Twelve Days of Winter #7. Simon and Garfunkel: Silent Night/Seven O’clock News
December 18, 2024
Colin Randall writes: Paul Simon is entitled to be cross about how he and Art Garfunkel were perceived in snootier corners of British folk in the 1960s. To put it bluntly, many of us foolishly looked down on them, mocked their songs and dismissed them as limp-wristed, lightweight pop-folk.
It was all so much nonsense, of course. Simon paid his dues as faithfully as Tom Paxton or Jackson D Frank or Martin Carthy to the British folk scene. He was also writing some strong, enduring songs that didn't deserve to be parodied, as we did in Bishop Auckland, Co Durham, with lyrics childishly changed to I Am a Rock, making the refrain I am a sock/ I am a nylon ....
Simon snd Garfunkel. Fair use: https://en.wikipedia.org/w/index.php?curid=1271607
Now 83, Simon can look back on an extraordinary career that has brought him 16 Grammy awards and twice seen him inducted into the Rock and Roll Hall of Fame. He even made up with Carthy after a 35-year feud over the arrangement of Scarborough Fair, which the young Carthy had taught the young Simon, leaving him feeling under-recognised when it became a big hit.
No help from Carthy was needed when Silent Night/Seven O’clock News was included on the 1966 album Parsley, Sage, Rosemary and Thyme, the third Simon and Garfunkel studio LP. Juxtaposing the soothing Christmas solemnity of a much-loved carol with a ghastly news bulletin was a stroke of genius.
With gathering volume, each news item dealing with war, racial violence and mass murder competed with the verses of the carol, reducing their cosy seasonal character to a heap of cant.
Paul Simon once said Silent Night was the song he most wished he had written.

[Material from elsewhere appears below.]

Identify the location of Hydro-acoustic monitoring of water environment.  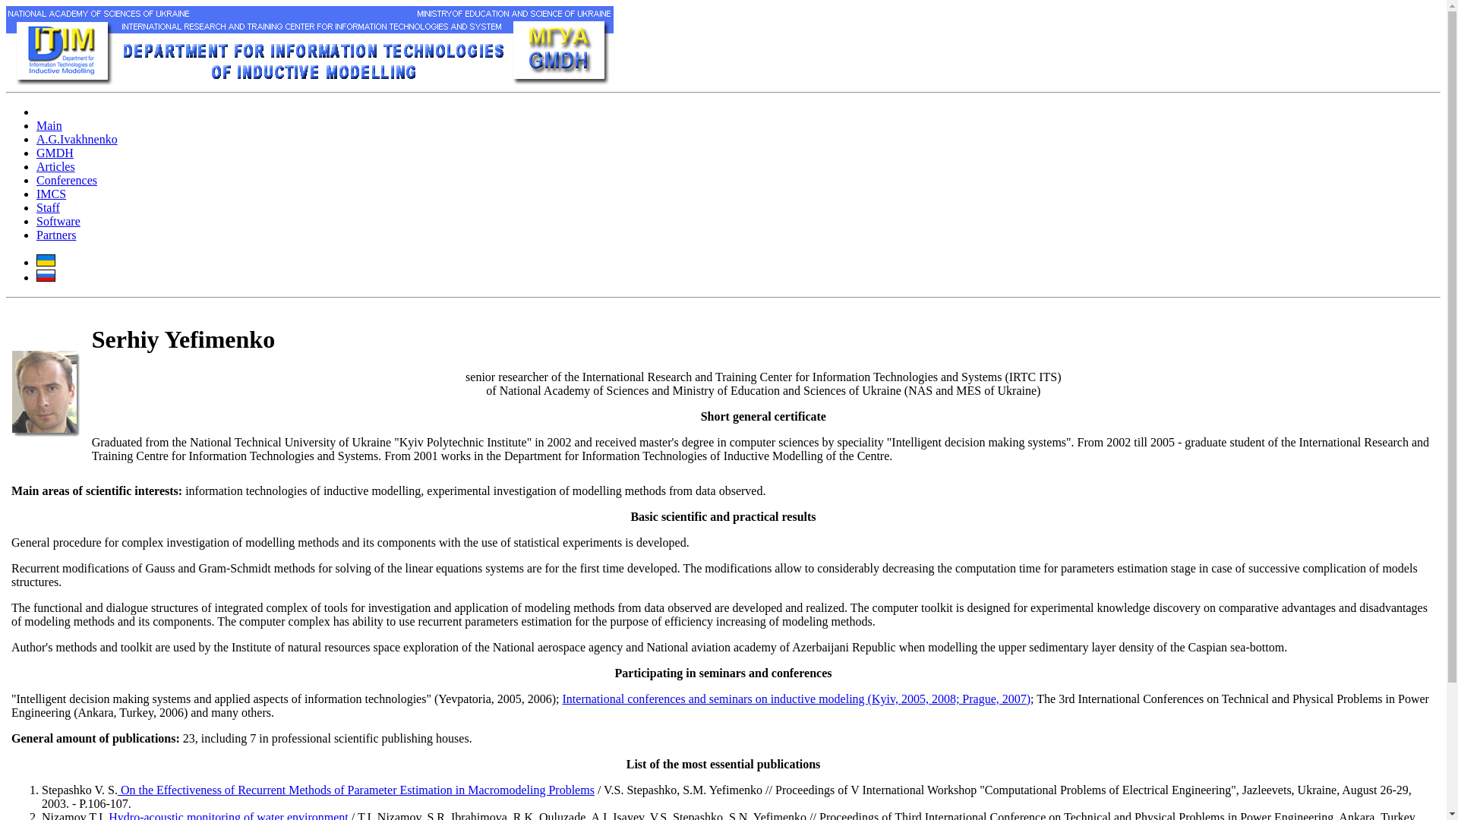
(226, 815).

It has been described as the most recorded Christmas song in history, having started out as a poem written in 1816 by Fr Joseph Moor, an assistant priest in Austria, and put to the music two years later at Moor's request by Franz Gruber, the organist at the church near Salzburg to which he had moved.

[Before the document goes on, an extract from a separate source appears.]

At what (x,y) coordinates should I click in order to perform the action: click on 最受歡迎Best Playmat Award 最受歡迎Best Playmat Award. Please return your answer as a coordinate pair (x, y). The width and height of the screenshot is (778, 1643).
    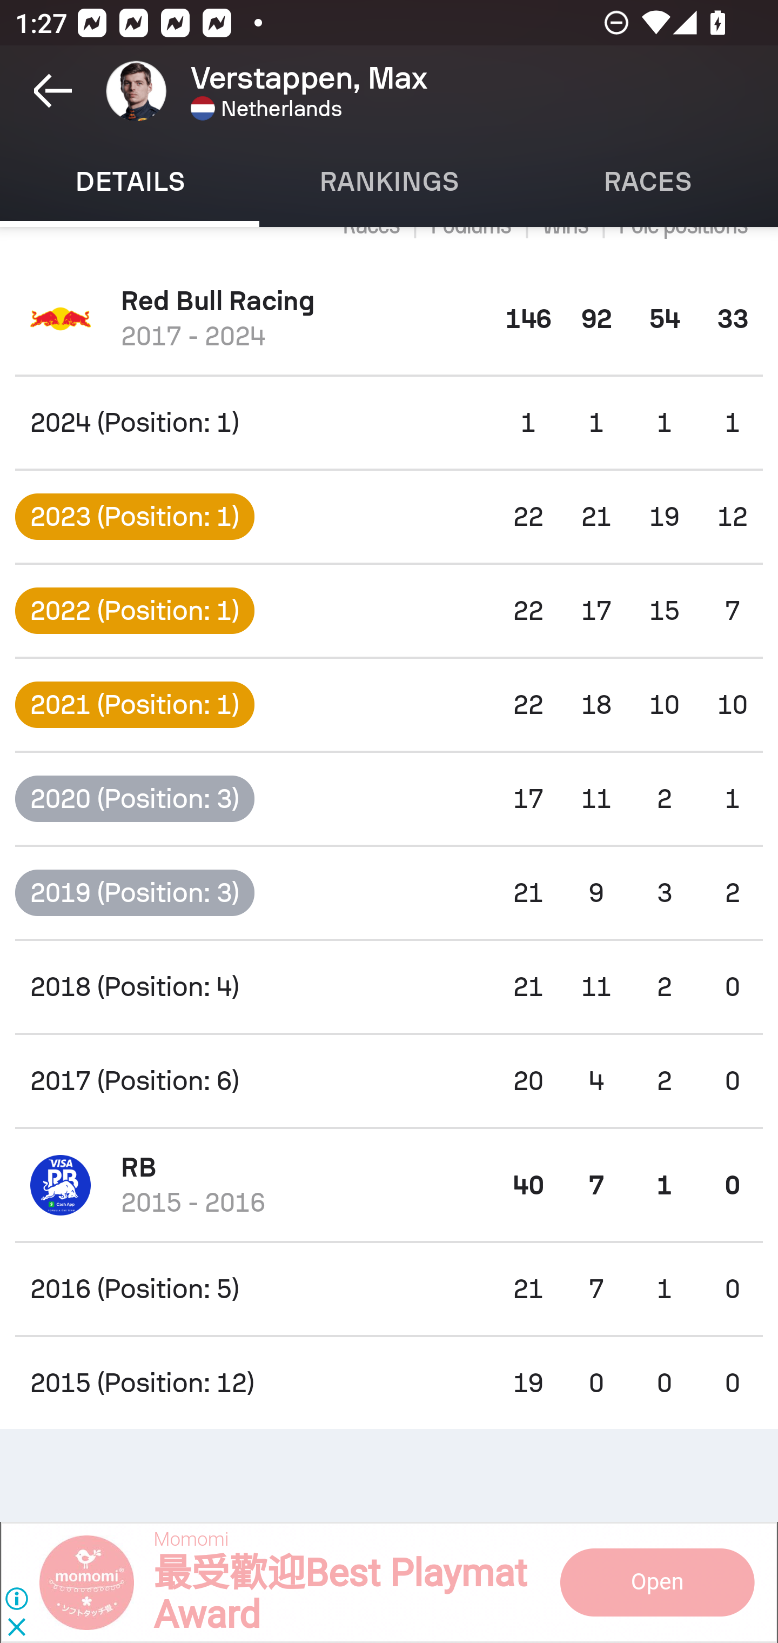
    Looking at the image, I should click on (339, 1594).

For their innovative treatment of the song, Simon and Garfunkel recorded it with the accompaniment of not only a piano but the news bulletin compiled and read by a broadcaster, Charlie ODonnell, covering heartwarming tidings of the Vietnam war, celebrity death, serial murders of student nurses and attempts to stop Martin Luther King leading a civil rights march.
in 2019, Phoebe Bridgers recorded an updated version with a different set of items in the news bulletin including the opioid scandal, Talibanesque curbs on American women's right to abortion and Trump impeachment proceedings. It's good but Simon and Garfunkel earned much greater credit for doing it first.